Updated: 2021-11-22 (chinadaily.com.cn) Print
People from different walks of life pose for a group photo at the Tibet College of Buddhism on Friday, to mark the college's 10th anniversary of founding. [Photo by Palden Nyima/chinadaily.com.cn]
A conference was held at the Tibet College of Buddhism in Lhasa, Tibet autonomous region, on Friday, to mark the 10th anniversary of the founding of the college.
Representatives from the region's key monasteries, monks and nuns of the college as well as officials from the regional government and the Tibet Branch of the China Buddhism Association attended the conference.
Founded in 2011, the Tibet College of Buddhism has grown into a high-quality institution of Tibetan Buddhism. More than 1,000 students from different monasteries of the region have graduated from the college, and more than 2,600 monks and nuns have attended various training courses.

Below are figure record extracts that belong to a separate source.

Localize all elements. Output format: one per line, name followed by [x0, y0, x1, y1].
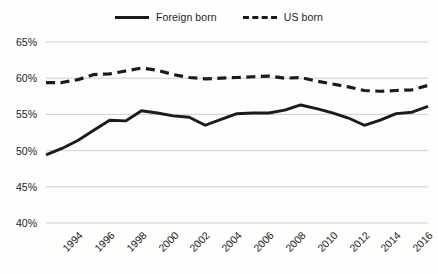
x-axis-tick-label: 1996 [92, 229, 117, 254]
x-axis-tick-label: 2008 [283, 229, 308, 254]
x-axis-tick-label: 1994 [60, 229, 85, 254]
line-chart: Foreign born US born 65%60%55%50%45%40% … [0, 0, 438, 274]
x-axis-tick-label: 2006 [251, 229, 276, 254]
x-axis-tick-label: 2010 [314, 229, 339, 254]
x-axis-tick-label: 2014 [378, 229, 403, 254]
x-axis-tick-label: 2000 [155, 229, 180, 254]
x-axis-tick-label: 2016 [410, 229, 435, 254]
x-axis-tick-label: 1998 [123, 229, 148, 254]
x-axis-tick-label: 2012 [346, 229, 371, 254]
x-axis-tick-label: 2002 [187, 229, 212, 254]
x-axis-tick-label: 2004 [219, 229, 244, 254]
x-axis: 1994199619982000200220042006200820102012… [0, 0, 438, 274]
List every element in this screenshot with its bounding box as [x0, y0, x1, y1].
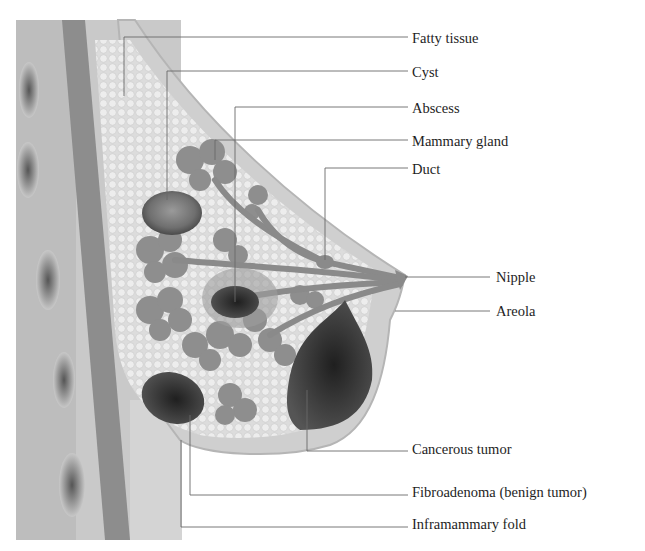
- label-duct: Duct: [412, 160, 440, 178]
- label-nipple: Nipple: [496, 268, 535, 286]
- label-fatty-tissue: Fatty tissue: [412, 29, 478, 47]
- label-mammary-gland: Mammary gland: [412, 132, 508, 150]
- breast-anatomy-illustration: [0, 0, 645, 551]
- label-cancerous-tumor: Cancerous tumor: [412, 440, 511, 458]
- cyst-shape: [142, 191, 202, 235]
- label-abscess: Abscess: [412, 99, 460, 117]
- label-inframammary-fold: Inframammary fold: [412, 515, 526, 533]
- label-cyst: Cyst: [412, 63, 439, 81]
- label-fibroadenoma: Fibroadenoma (benign tumor): [412, 483, 587, 501]
- label-areola: Areola: [496, 302, 535, 320]
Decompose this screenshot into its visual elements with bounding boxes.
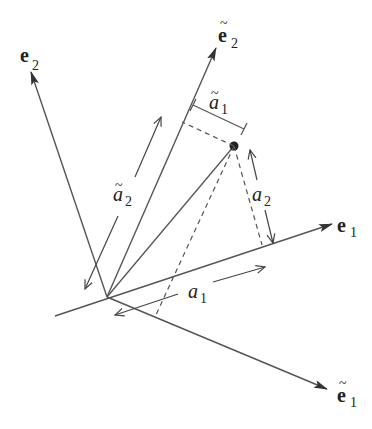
- label-a2-sub: 2: [264, 194, 271, 209]
- a2-arrow-upper: [250, 150, 257, 180]
- label-e2: e 2: [20, 44, 39, 73]
- label-e1-tilde-sub: 1: [350, 395, 357, 410]
- projection-to-e2-tilde: [182, 122, 234, 146]
- e1-tilde-axis: [107, 297, 327, 389]
- label-a1-sub: 1: [200, 291, 207, 306]
- label-e1-tilde-main: e: [337, 384, 346, 406]
- coordinate-transform-diagram: e 1 e 2 ~ e 1 ~ e 2 a 1 a 2 ~ a 1 ~ a 2: [0, 0, 372, 429]
- label-e1-sub: 1: [350, 225, 357, 240]
- label-e1: e 1: [337, 214, 357, 240]
- e2-axis: [31, 72, 107, 297]
- label-a2: a 2: [252, 183, 271, 209]
- label-a2-tilde-sub: 2: [125, 194, 132, 209]
- label-a2-tilde-main: a: [113, 183, 123, 205]
- label-e2-main: e: [20, 44, 29, 66]
- label-a1-tilde-sub: 1: [221, 102, 228, 117]
- label-e2-tilde-main: e: [218, 24, 227, 46]
- e1-axis: [55, 224, 332, 316]
- label-a1: a 1: [188, 280, 207, 306]
- label-a1-tilde-main: a: [209, 91, 219, 113]
- a1-arrow-right: [213, 267, 265, 282]
- a1-tilde-bar-cap-right: [241, 123, 247, 135]
- label-a2-main: a: [252, 183, 262, 205]
- label-a2-tilde: ~ a 2: [113, 178, 132, 209]
- label-e1-tilde: ~ e 1: [337, 376, 357, 410]
- a2-tilde-arrow-lower: [85, 216, 118, 289]
- a2-arrow-lower: [265, 210, 273, 243]
- a2-tilde-arrow-upper: [135, 117, 161, 177]
- label-a1-tilde: ~ a 1: [209, 86, 228, 117]
- label-e2-sub: 2: [32, 58, 39, 73]
- label-e2-tilde: ~ e 2: [218, 16, 238, 51]
- position-vector: [107, 146, 234, 297]
- label-e2-tilde-sub: 2: [231, 36, 238, 51]
- label-a1-main: a: [188, 280, 198, 302]
- e2-tilde-axis: [107, 48, 216, 297]
- label-e1-main: e: [337, 214, 346, 236]
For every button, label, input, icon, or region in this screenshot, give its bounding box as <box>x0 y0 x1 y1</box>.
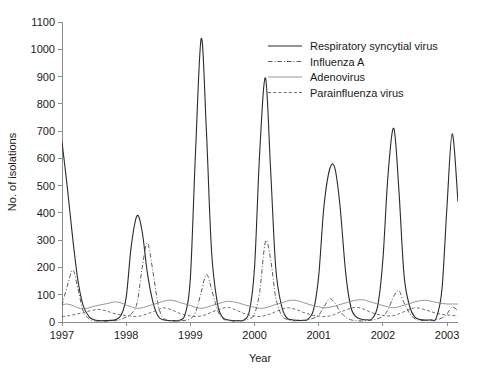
x-tick-label: 1997 <box>50 329 74 341</box>
x-tick-label: 1999 <box>178 329 202 341</box>
y-tick-label: 900 <box>37 71 55 83</box>
y-tick-label: 600 <box>37 152 55 164</box>
y-axis-ticks: 010020030040050060070080090010001100 <box>31 16 62 328</box>
x-tick-label: 2001 <box>306 329 330 341</box>
x-axis-title: Year <box>249 352 272 364</box>
y-tick-label: 300 <box>37 234 55 246</box>
x-axis-ticks: 1997199819992000200120022003 <box>50 322 460 341</box>
y-tick-label: 100 <box>37 289 55 301</box>
y-tick-label: 500 <box>37 180 55 192</box>
chart-svg: 0100200300400500600700800900100011001997… <box>0 0 480 370</box>
y-tick-label: 800 <box>37 98 55 110</box>
y-tick-label: 1000 <box>31 43 55 55</box>
y-tick-label: 400 <box>37 207 55 219</box>
y-tick-label: 700 <box>37 125 55 137</box>
series-line-2 <box>62 300 458 309</box>
y-axis-title: No. of isolations <box>6 132 18 211</box>
x-tick-label: 2003 <box>435 329 459 341</box>
x-tick-label: 1998 <box>114 329 138 341</box>
series-line-1 <box>62 240 458 321</box>
legend-label-0: Respiratory syncytial virus <box>310 40 438 52</box>
chart-figure: 0100200300400500600700800900100011001997… <box>0 0 480 370</box>
y-tick-label: 1100 <box>31 16 55 28</box>
chart-legend: Respiratory syncytial virusInfluenza AAd… <box>268 40 438 99</box>
series-group <box>62 38 458 321</box>
x-tick-label: 2002 <box>371 329 395 341</box>
x-tick-label: 2000 <box>242 329 266 341</box>
y-tick-label: 0 <box>49 316 55 328</box>
legend-label-2: Adenovirus <box>310 71 366 83</box>
series-line-0 <box>62 38 458 321</box>
y-tick-label: 200 <box>37 261 55 273</box>
legend-label-1: Influenza A <box>310 56 365 68</box>
legend-label-3: Parainfluenza virus <box>310 87 404 99</box>
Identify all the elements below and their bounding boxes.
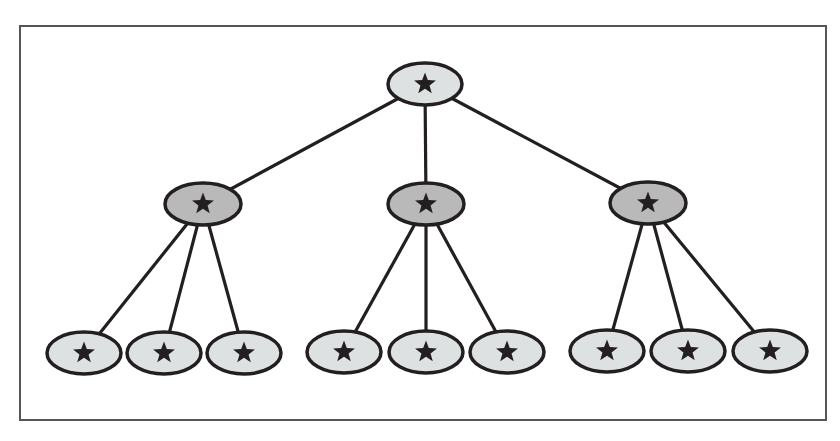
root-node (388, 63, 462, 105)
leaf-node (570, 330, 644, 372)
leaf-node (651, 330, 725, 372)
tree-diagram (0, 0, 840, 441)
tree-edge (203, 84, 425, 204)
leaf-node (307, 331, 381, 373)
level1-node (610, 182, 686, 224)
leaf-node (47, 332, 121, 374)
leaf-node (470, 331, 544, 373)
leaf-node (389, 331, 463, 373)
level1-node (165, 183, 241, 225)
tree-edge (344, 204, 426, 352)
leaf-node (733, 330, 807, 372)
tree-edge (425, 84, 648, 203)
level1-node (388, 183, 464, 225)
leaf-node (127, 332, 201, 374)
tree-edge (648, 203, 770, 351)
leaf-node (207, 332, 281, 374)
tree-edge (426, 204, 507, 352)
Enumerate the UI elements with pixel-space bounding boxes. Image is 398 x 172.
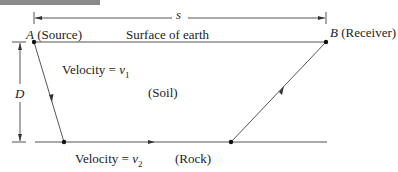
layer1-velocity-label: Velocity = v1 (62, 63, 129, 80)
layer2-velocity-sub: 2 (138, 159, 143, 169)
distance-label: s (176, 8, 181, 21)
layer2-velocity-label: Velocity = v2 (75, 152, 142, 169)
source-label: A (Source) (26, 28, 82, 41)
depth-label: D (15, 87, 24, 100)
point-b-desc: (Receiver) (341, 25, 396, 40)
ray-arrow-right-icon (148, 140, 155, 144)
refraction-point-2 (229, 140, 233, 144)
surface-label: Surface of earth (126, 28, 209, 41)
ray-path (34, 42, 326, 144)
refraction-point-1 (62, 140, 66, 144)
layer1-velocity-prefix: Velocity = (62, 62, 119, 77)
point-a-desc: (Source) (37, 27, 82, 42)
rock-label: (Rock) (175, 152, 211, 165)
layer2-velocity-prefix: Velocity = (75, 151, 132, 166)
point-b (324, 40, 328, 44)
receiver-label: B (Receiver) (330, 26, 396, 39)
point-b-label: B (330, 25, 338, 40)
layer1-velocity-sub: 1 (125, 70, 130, 80)
point-a-label: A (26, 27, 34, 42)
soil-label: (Soil) (148, 86, 178, 99)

Young living Buddha students attend a class at the Tibet College of Buddhism on Friday. [Photo by Palden Nyima/chinadaily.com.cn]
As a historical breakthrough in Tibetan Buddhism, it opened a nunnery department in 2014, providing equal opportunities for nuns to receive modern education while practicing their religious beliefs.
"More than 330 nuns have graduated from the college, and 30 outstanding nuns from the latest graduates have been selected to receive further learning of Buddhism philosophy and modern sciences as a four-year system," said Drukhang Thubten Khedrub, head of the Tibet College of Buddhism, adding these nuns will learn the Five Great Volumes of Tibetan Buddhism.
Sonam Chozin (right), a computer teacher at the Tibet College of Buddhism, takes a computer class on Friday. [Photo by Palden Nyima/chinadaily.com.cn]
Tsondru Tsomo, a nun from the Samye Chimphu Wentsa Monastery of the region's Lhokha city, said she finished studying four years in 2020, and she was chosen to receive further education for another four years in2020.
"We are provided with teachings of different schools of Tibetan Buddhism, logic, history, politics, Chinese, computer, and sometimes English," said the 44-year-old.
Monks learn scriptures at the Tibet College of Buddhism on Friday. [Photo by Palden Nyima/chinadaily.com.cn]
"I have been practicing Buddhism in a small monastery for decades, but we do not have the chance to learn the Buddhism teachings apart from chanting and meditation. Here in this college, I had the chance, so I am very pleased with this college," she said with a big smile.
"We are told that after our graduation after four years, we may have the chance to become a candidate of the Geshe Lharampa – highest academic degree of Tibetan Buddhism, and I am pretty excited about it."